All the banks were closing, were losing their money. There was a run on the banks. The value on all the farmland went down, so taxes went down and there wasn’t money to pay the school teachers. I could have gone to school, but I would have had to board, that means to live in someone else’s home and pay them rent. The closest school was 16 miles away from home. There was no way to get there, and no money to board. Plus, they could use me at home on the farm. Schools shut down all over. (When I fact checked later, I learned that the Great Depression left 3 million students in the U.S. with no school.) That’s why you have to learn all you can while you’re in school. I don’t write so good, but you can. You have a good teacher there. Listen to her.
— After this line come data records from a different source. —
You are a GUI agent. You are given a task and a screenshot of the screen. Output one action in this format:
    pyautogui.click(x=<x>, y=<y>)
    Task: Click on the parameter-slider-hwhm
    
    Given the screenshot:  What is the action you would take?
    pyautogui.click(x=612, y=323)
Ever since I was in middle school, I knew that Grandpa only went to school through 8th grade, at the one-room schoolhouse on the ridge. I even visited the land and took a goofy photo poking my head around the wooden, brick-colored outhouse with its crescent moon window at the top. I knew that he always saved everything, like the Folger’s coffee tin full of pencil nubs and another one full of nails removed from projects at work or around the house. But I’m embarrassed at all the times that I sat around the table with him, that I never really knew why he stopped going to school, until now.

Unless we ask,
unless they tell,
unless we listen.
What’d you learn in school today?

Today, I learned to listen.
Hopefully tomorrow I’ll learn to question,
so that I can listen and learn all over again.

Love you, Grandpa. I’ll call you tomorrow.
I’ll try to learn a lot in school today, I promise.

     

 

 

Grandpa Ed and me at my wedding in 2006.